Both describe the same (but require different syntax), if I understand right.

If a type is Unpin, it means you can pin and unpin it in safe Rust. For types which are !Unpin, you can only do this in unsafe Rust (or by using some of the safe functions which pin it on the stack as done by tokio::pin! or the unstable std::pin::pin! or on the heap using Box::pin, for example).

IMO, Pin is designed to pin values, so the unpinned case should be excluded, we doesn't want a false pinned data, right? So if Pin::new() is more reasonable like this:

impl<P> Pin<P>
where
    P: Deref,
    <P as Deref>::Target: !Unpin,
{
    pub fn new(pointer: P) -> Pin<P>
}

Unpin really doesn't mean the type can't be pinned. It rather means: it doesn't matter if it's pinned or not (if I understand it right).

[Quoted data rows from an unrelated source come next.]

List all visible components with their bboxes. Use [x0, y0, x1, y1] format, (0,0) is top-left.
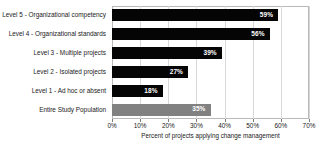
bar-value-label: 39% [203, 50, 221, 57]
category-label: Level 5 - Organizational competency [2, 12, 106, 18]
category-label: Level 2 - Isolated projects [33, 69, 106, 75]
bar-chart: Level 5 - Organizational competencyLevel… [0, 0, 319, 146]
bar[interactable]: 56% [112, 28, 270, 40]
bar-value-label: 59% [260, 12, 278, 19]
bar-value-label: 35% [192, 106, 210, 113]
x-tick-label: 30% [190, 123, 203, 129]
category-label: Level 1 - Ad hoc or absent [32, 88, 106, 94]
category-label: Entire Study Population [39, 106, 106, 112]
bar[interactable]: 59% [112, 9, 278, 21]
bar-row[interactable]: 56% [112, 28, 309, 40]
category-label: Level 3 - Multiple projects [34, 50, 106, 56]
x-tick-label: 0% [107, 123, 116, 129]
x-tick-label: 40% [218, 123, 231, 129]
category-axis-labels: Level 5 - Organizational competencyLevel… [0, 6, 109, 119]
x-axis-ticks: 0%10%20%30%40%50%60%70% [112, 119, 309, 131]
x-tick-label: 50% [246, 123, 259, 129]
x-axis-title: Percent of projects applying change mana… [112, 133, 309, 139]
bar-rows: 59%56%39%27%18%35% [112, 6, 309, 119]
bar-value-label: 56% [251, 31, 269, 38]
x-tick-label: 60% [274, 123, 287, 129]
x-tick-label: 20% [162, 123, 175, 129]
bar-value-label: 27% [170, 69, 188, 76]
bar[interactable]: 18% [112, 85, 163, 97]
bar[interactable]: 35% [112, 104, 211, 116]
bar-row[interactable]: 35% [112, 104, 309, 116]
bar-row[interactable]: 27% [112, 66, 309, 78]
bar-row[interactable]: 39% [112, 47, 309, 59]
bar[interactable]: 39% [112, 47, 222, 59]
plot-area-wrapper: 59%56%39%27%18%35% [112, 6, 309, 119]
bar[interactable]: 27% [112, 66, 188, 78]
category-label: Level 4 - Organizational standards [9, 31, 106, 37]
x-tick-label: 70% [303, 123, 316, 129]
gridline [309, 6, 310, 119]
bar-row[interactable]: 59% [112, 9, 309, 21]
bar-value-label: 18% [144, 88, 162, 95]
x-tick-label: 10% [134, 123, 147, 129]
bar-row[interactable]: 18% [112, 85, 309, 97]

I think we need both Pin and Unpin because sometimes we want to described a wrapped type that is pinned (or where it doesn't matter whether it's pinned or not) in which case we use Pin<T>. And sometimes we want (or need to?) to express the same through a bound, in which case we use T: Unpin. Both are effectively the same, I guess. The second case (using T: Unpin) might be necessary in case of generic programming, I think.

According to docs, if the <P as Deref>::Target is Unpin, you can get it's mutable reference and call std::mem::swap or std::mem::replace to get it move. So it's couldn't be pinned obviously.

It does get pinned wrapped by Pin, but Pin::get_mut is "unpinning" unwrapping it (the method could have been named Pin::unpin, I guess). Pinning Pin-wrapping a &mut reference to an Unpin type can be undone, which is basically what's said in the beginning of the documentation of Unpin:

Edited: See this post of @steffahn regarding teminology.

Trait std::marker::Unpin

pub auto trait Unpin { }

Types that can be safely moved after being pinned.

Implementing the Unpin trait for T […] allows moving T out of Pin<P<T>> […].


P.S.: I feel like in this thread I have to use the prefix "un" a bit too often. :sweat_smile: unpin, undone, !Unpin, not pinned, not unpinned, … :face_with_spiral_eyes: It's certainly confusing.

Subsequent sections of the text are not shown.